Food & Health: June 2004 Archives

The Truth About the Pillsbury Dough Boy

|

Another interesting bit of data about refined grains and weight gain: researchers at Tufts have discovered that people who eat more refined grains put on weight around their middles.

The belt size of the white bread group expanded about one-half inch a year, which probably put some of the research subjects into a larger size of pants over the three years they were tracked, Tucker said. At the end, the white bread group had three times the fiber group's gain at the gut.

This seems to back up my current dietary theory: the fewer steps a food takes from its natural form, the better it is for you. So low-carb diets aside, it's OK to eat a whole pile of raw peas, for example, but you should really limit your consumption of things made with white flour. All that energy that goes into making a food white or smooth or whatever will be stored in your body.

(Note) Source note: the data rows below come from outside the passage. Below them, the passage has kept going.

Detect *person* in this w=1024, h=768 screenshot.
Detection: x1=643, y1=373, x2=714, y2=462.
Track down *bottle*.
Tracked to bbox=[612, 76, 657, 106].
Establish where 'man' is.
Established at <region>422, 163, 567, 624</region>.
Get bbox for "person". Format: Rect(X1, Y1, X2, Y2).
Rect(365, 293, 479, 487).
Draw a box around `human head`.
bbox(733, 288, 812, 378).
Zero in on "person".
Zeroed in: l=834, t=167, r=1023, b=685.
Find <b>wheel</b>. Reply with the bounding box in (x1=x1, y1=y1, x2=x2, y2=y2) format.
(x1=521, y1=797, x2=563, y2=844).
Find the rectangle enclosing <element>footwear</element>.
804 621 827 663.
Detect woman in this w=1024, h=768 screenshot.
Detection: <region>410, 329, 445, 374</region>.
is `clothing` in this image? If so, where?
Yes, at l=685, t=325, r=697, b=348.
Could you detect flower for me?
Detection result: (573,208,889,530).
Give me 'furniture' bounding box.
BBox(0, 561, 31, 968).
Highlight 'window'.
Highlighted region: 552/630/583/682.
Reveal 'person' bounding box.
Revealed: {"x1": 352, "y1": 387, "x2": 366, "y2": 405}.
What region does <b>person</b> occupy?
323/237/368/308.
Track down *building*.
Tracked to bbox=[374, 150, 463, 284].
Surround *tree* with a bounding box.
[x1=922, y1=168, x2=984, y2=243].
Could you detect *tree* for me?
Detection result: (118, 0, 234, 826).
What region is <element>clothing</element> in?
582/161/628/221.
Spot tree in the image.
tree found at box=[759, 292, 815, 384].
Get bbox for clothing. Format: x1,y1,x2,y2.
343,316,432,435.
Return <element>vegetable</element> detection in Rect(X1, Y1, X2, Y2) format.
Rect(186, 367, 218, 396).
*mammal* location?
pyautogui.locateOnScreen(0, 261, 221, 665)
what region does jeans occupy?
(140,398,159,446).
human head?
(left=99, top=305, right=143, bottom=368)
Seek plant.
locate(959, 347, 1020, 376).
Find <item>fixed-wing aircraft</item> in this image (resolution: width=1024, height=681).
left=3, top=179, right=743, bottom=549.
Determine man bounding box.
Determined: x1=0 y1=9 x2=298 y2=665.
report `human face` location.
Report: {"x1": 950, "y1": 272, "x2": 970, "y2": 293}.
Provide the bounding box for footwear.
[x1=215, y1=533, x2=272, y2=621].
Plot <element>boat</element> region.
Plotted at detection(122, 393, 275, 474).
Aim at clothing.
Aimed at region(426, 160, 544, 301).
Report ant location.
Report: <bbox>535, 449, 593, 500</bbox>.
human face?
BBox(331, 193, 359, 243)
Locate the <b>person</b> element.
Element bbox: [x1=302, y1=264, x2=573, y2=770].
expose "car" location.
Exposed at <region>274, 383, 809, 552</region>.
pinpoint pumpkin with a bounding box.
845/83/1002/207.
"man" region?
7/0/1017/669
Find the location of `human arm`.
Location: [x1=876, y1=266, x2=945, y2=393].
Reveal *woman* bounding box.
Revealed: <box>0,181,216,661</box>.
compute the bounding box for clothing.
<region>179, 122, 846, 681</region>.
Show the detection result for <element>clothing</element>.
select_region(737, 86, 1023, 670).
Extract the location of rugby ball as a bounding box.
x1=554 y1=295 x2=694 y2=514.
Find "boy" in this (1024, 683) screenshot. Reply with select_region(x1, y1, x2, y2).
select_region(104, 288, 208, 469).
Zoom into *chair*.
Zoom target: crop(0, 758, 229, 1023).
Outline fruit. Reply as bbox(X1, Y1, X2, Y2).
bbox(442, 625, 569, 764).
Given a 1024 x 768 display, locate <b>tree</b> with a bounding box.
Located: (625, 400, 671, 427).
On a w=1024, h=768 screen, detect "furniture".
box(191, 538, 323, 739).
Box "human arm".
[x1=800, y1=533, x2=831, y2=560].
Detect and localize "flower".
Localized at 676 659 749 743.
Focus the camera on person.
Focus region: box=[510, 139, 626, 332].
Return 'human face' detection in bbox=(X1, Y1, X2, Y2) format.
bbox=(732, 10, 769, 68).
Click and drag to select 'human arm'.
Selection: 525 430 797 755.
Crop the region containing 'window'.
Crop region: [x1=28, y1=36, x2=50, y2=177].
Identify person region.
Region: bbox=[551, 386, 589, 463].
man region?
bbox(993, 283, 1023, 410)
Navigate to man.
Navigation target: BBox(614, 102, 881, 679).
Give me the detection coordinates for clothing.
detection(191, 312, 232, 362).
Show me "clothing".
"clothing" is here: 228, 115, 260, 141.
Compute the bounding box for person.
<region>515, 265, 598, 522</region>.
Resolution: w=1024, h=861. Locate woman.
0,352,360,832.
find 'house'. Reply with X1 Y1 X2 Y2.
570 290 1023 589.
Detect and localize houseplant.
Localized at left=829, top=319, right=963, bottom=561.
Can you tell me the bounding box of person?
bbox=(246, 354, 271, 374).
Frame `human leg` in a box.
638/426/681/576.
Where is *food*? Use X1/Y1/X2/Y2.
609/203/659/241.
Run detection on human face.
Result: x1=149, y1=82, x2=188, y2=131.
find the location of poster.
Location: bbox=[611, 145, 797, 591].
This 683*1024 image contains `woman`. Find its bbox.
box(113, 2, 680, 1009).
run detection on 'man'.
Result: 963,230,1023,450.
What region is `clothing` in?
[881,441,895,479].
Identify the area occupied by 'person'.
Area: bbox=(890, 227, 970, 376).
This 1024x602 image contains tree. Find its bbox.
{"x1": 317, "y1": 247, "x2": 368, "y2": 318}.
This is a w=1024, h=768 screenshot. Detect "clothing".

In other dietary news, CNN had a little bit about low-carb diets over the years, and included this gem:

Most recently, a study in the Annals of Internal Medicine found that over six months, dieters in a low-carb plan lost more weight than participants in a low-fat regimen. But in the same journal, other research showed that after a year, both the low-carb and low-fat groups had lost about the same amount of weight.

About this Archive

This page is a archive of entries in the Food & Health category from June 2004.

Food & Health: May 2004 is the previous archive.

Food & Health: July 2004 is the next archive.

Find recent content on the main index or look in the archives to find all content.